Yesterday we provided three tips for shooting great landscape photos under drab gray skies. In the tutorial below we’re going to show you an editing technique for pumping up nature photos you’ve already taken.
If you want to punch up your landscape photos in Photoshop, the best way to enhance them is to draw out elements that are already there, not try to create something entirely new. (We’ve all seen landscapes that are so heavily edited in Photoshop they look like scenes from another world. HDR effects can be a blessing and a curse.)
The term “cinematic effect” refers to a popular method of editing photographs so they look like a frame grab from a movie. There’s no one “right way” to create this dramatic look, which is simply a style of adding mood, manipulating lighting, and imparting a film-like atmosphere to a photo.
When the sun doesn't cooperate during outdoor portrait shoots, there's a way to add a gorgeous golden shine to skintones using Photoshop. In the below tutorial, Unmesh Dinda of PiXimperfect shares his technique for creating this pleasingly warm and shiny professional effect.
Sometimes we can't choose the time of day when we come across a beautiful landscape scene. So we take a few shots, despite the terrible midday light, and our images seem destined for the trash.
Jimmy McIntyre is an image-editing expert with great tips for both novice and advanced Photoshop users. In the quick video below, he demonstrates how to combine three exposures of a scene into one perfect shot using an exposure-blending technique.
Lightroom’s tone and exposure controls have the power to dramatically transform a photograph, and they’re easy to use if you know how they work. And that’s exactly what you’ll learn in the quick tutorial below.
Today's modern image-editing tools enable us to turn good photos into great ones, and even transform a subpar shot into one that's quite special. But there's a common mistake made by beginners and more advanced shooters alike; namely excessive processing that can really kill a photo.
Since a lot of us are stuck inside this week (and for the foreseeable future), now's a great time to bone up on our Photoshop skills. In the below tutorial, Photoshop guru and educator Colin Smith of photoshopCAFE shares "10 useful Photoshop tips you probably don't know."
Cutting out objects in Photoshop can be a difficult and time-consuming process, especially if you want to do it right. But the detailed video below will turn you into a pro at making precise selections and masks.
Photographer and Lightroom expert Ed Gregory is back with another super helpful tips video for anyone who wants to up their image editing skills in an instant. In the below clip, Gregory offers ten handy Lightroom tips that should improve you photo retouching skills right away.
Lightroom tutorials are a well you can return to again and again because there’s just so much to learn about this complex and crucial imaging software. Peter McKinnon, one of the most popular photographers on YouTube right now, has done several Lightroom how-to videos and has just come out with another one, which is essential viewing for novices (and, believe us, there are a lot of you out there.)
Photographer Nathaniel Dodson is one of our go-to sources of helpful tutorials that unlock the secrets of Photoshop. In the comprehensive video below, he reveals 10 tips and tricks he says changed the way he works and have been “massively helpful” in improving his images.
Evan Ranft is a professional photographer and image-editing expert based in Atlanta. And when he says the Lightroom tips in this tutorial are indispensable for processing his images, you can be sure they’re pretty darn good.
Are you looking for a few tricks to speed up your time in Photshop and make your images look awesome? Well, photographer Jamie Windsor shows you 22 Photoshop tips and hacks in this helpful video.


Task details: From the first line to the last, copy the data exactly and drop the pictures.

(Dataset entries)
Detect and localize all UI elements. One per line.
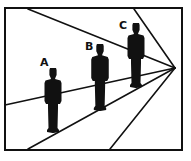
figure-a (45, 68, 62, 133)
figure-label-a: A (40, 56, 49, 69)
perspective-diagram: A B C (0, 0, 191, 161)
figure-b (91, 44, 109, 111)
person-silhouette-icon (45, 68, 62, 133)
person-silhouette-icon (91, 44, 109, 111)
figure-label-c: C (119, 19, 127, 32)
perspective-lines (5, 9, 175, 149)
figure-label-b: B (85, 40, 93, 53)
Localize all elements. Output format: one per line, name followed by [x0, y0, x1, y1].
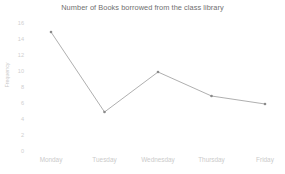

Response to this exercise:
Detect and localize all UI elements. One per line.
figure-a (45, 68, 62, 133)
figure-label-a: A (40, 56, 49, 69)
perspective-diagram: A B C (0, 0, 191, 161)
figure-b (91, 44, 109, 111)
person-silhouette-icon (45, 68, 62, 133)
person-silhouette-icon (91, 44, 109, 111)
figure-label-c: C (119, 19, 127, 32)
perspective-lines (5, 9, 175, 149)
figure-label-b: B (85, 40, 93, 53)
Localize all elements. Output format: one per line, name followed by [x0, y0, x1, y1].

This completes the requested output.